Closer inspection revealed that, despite its bizarre coloration, the 3-plus-pound fish did not appear to be a different species.
“Although it had a striking gold color, the tournament directors agreed — correctly, in our opinion — that it was a largemouth based on other features, and it was allowed to be weighed in,” reported the Freshwater Fisheries Conservation Lab of Queen’s University, which had staff on-site for the event that Bardy and Kimmerly went on to win.
Coincidentally, about the same time in Florida, Jeff Puckett landed a bass of similar hue in Titusville’s Fox Lake. That quickly was followed by report of a third at Island Lake in Umatilla, Fla., but the woman who caught it did not take photos.
Biologist Marty Hale spoke with the angler who called the Florida Fish and Wildlife Conservation Commission (FWC) to see if someone could explain what she had caught.
“She did mention that the head appeared to have normal coloration, while the body was bright golden color with black spots,” Hale said.
And back in June, Nebraska Game and Parks posted a photo of a gold largemouth caught in state waters.
Reports of so many of these bizarre catches in so short a time is nothing less than a remarkable coincidence.
“To put its rarity into perspective, the FWC has sampled 255,632 largemouth bass from 175 different water bodies over a 10-year period and has no reported sightings of this genetic phenomenon,” the agency said.
Additionally, the director of the Quinte tournament series reported that Dardy’s catch is just the second he has seen in 19 years.
“These fish are rare but not unheard of,” said Gene Gilliland, B.A.S.S. conservation director and a long-time fisheries biologist in Oklahoma. “Some are more gold and some are more orange.
“But in thousands of hours of electrofishing, I never saw one in the wild.”
And you shouldn’t expect to see one either, he added.
“Talk about a target. In nature, a fish that color would have only a small chance of survival. It would have to beat some crazy odds.”
As evidenced by recent catches, some of those bass afflicted with a genetic anomaly known as xanthism do survive. So do a few other fish, birds and reptiles clad in gold.
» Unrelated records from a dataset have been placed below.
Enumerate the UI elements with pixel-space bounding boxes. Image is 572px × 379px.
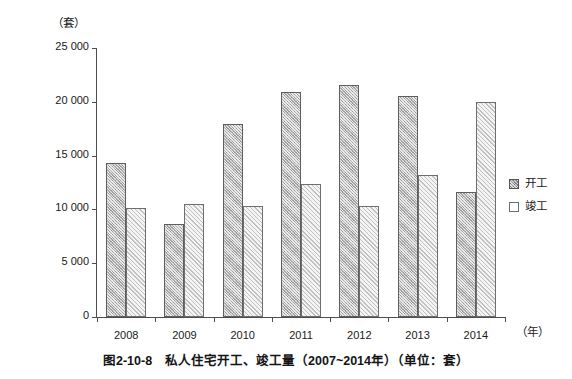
legend-label-start: 开工 [525,178,547,190]
x-axis-line [96,317,505,318]
plot-area: 05 00010 00015 00020 00025 000 200820092… [97,48,505,317]
y-tick-mark [92,48,97,49]
legend-item-start[interactable]: 开工 [509,172,547,195]
y-axis-line [96,48,97,317]
figure-container: （套） 05 00010 00015 00020 00025 000 20082… [0,0,572,379]
bar-2010-start [223,124,243,317]
bar-2014-start [456,192,476,317]
x-tick-label-2014: 2014 [464,329,488,341]
legend-item-finish[interactable]: 竣工 [509,195,547,218]
bar-2011-start [281,92,301,317]
x-tick-label-2013: 2013 [405,329,429,341]
x-tick-mark [214,317,215,322]
y-tick-label: 10 000 [55,201,89,213]
bar-2011-finish [301,184,321,317]
y-tick-label: 5 000 [61,255,89,267]
x-tick-label-2008: 2008 [114,329,138,341]
chart-legend: 开工 竣工 [509,172,547,218]
x-tick-mark [505,317,506,322]
y-tick-mark [92,209,97,210]
bar-2014-finish [476,102,496,317]
bar-2008-start [106,163,126,317]
y-tick-label: 25 000 [55,40,89,52]
x-tick-label-2011: 2011 [289,329,313,341]
hatched-gray-swatch-icon [509,179,519,189]
x-tick-label-2012: 2012 [347,329,371,341]
y-tick-mark [92,263,97,264]
bar-2009-start [164,224,184,317]
y-tick-mark [92,102,97,103]
y-tick-mark [92,156,97,157]
x-tick-mark [155,317,156,322]
y-tick-label: 15 000 [55,148,89,160]
legend-label-finish: 竣工 [525,201,547,213]
y-axis-unit-label: （套） [52,14,85,30]
y-tick-label: 20 000 [55,94,89,106]
x-tick-label-2010: 2010 [230,329,254,341]
x-tick-label-2009: 2009 [172,329,196,341]
x-axis-unit-label: （年） [516,323,549,339]
bar-2013-start [398,96,418,317]
figure-caption: 图2-10-8 私人住宅开工、竣工量（2007~2014年）（单位：套） [0,350,572,369]
bar-2010-finish [243,206,263,317]
y-tick-label: 0 [83,309,89,321]
bar-2012-finish [359,206,379,317]
x-tick-mark [447,317,448,322]
bar-2012-start [339,85,359,317]
bar-2013-finish [418,175,438,317]
x-tick-mark [388,317,389,322]
bar-2008-finish [126,208,146,317]
white-swatch-icon [509,202,519,212]
x-tick-mark [330,317,331,322]
x-tick-mark [97,317,98,322]
x-tick-mark [272,317,273,322]
bar-2009-finish [184,204,204,317]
What causes this rare condition? In speaking specifically about bass, Dr. Robert Montgomerie, a biology professor at Queen’s University, explained that normal fish scales receive incoming white light, and molecular structures convert that light to blue or yellow, which makes the fish look green.
“In the yellow bass, it is likely that some spontaneous mutation occurred that prevented the scales from making the proper molecular structures to convert white light to blue.”
Without those structures, the fish looks gold rather than green.
“It’s not that the bass has gained a yellow pigment, but rather lost the ability to produce the blue colors that make its scales green,” he said.